Kotkin explains why Democrats no longer support policies directed toward economic growth. He means the sort of growth that would create good jobs for middle and working class Americans who have been left behind in the current economy.
There’s the reality that blue states—with all the usual progressive policies—suffer the widest gap between the classes.The left does the poor few favors by putting them on the dole, a move that entrenches dependency and destroys initiative. What the poor need is not a hand out, but a hand up to a real job paying a real wage which requires them to expend real effort on their own behalf.
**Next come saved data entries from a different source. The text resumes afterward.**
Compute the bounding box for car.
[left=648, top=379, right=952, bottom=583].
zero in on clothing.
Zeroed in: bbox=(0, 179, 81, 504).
A recent Brookings report found the greatest income disparity in such bastions of progressivism as San Francisco, Miami, Boston, Washington D.C., New York, Oakland, Chicago and Los Angeles. Oddly enough, minorities seem to do better, relative to whites, in states that have had more conservative governance, in part because they also tend to have lower costs of living.
This disconnect between progressive aims and reality stems from the shift in the Left’s class and geographic base. Once dependent on industrial and construction workers, many of them unionized, the party increasingly depends for support from green activists, urban land speculators, and “creative class” workers in expensive regions where regulatory constraints tend to discourage industrial and housing growth.
Kotkin wonders whether either party can meaningfully address the need for real economic growth, which isn't always green enough to earn Sierra Club approval. COTTonLINE shares this concern.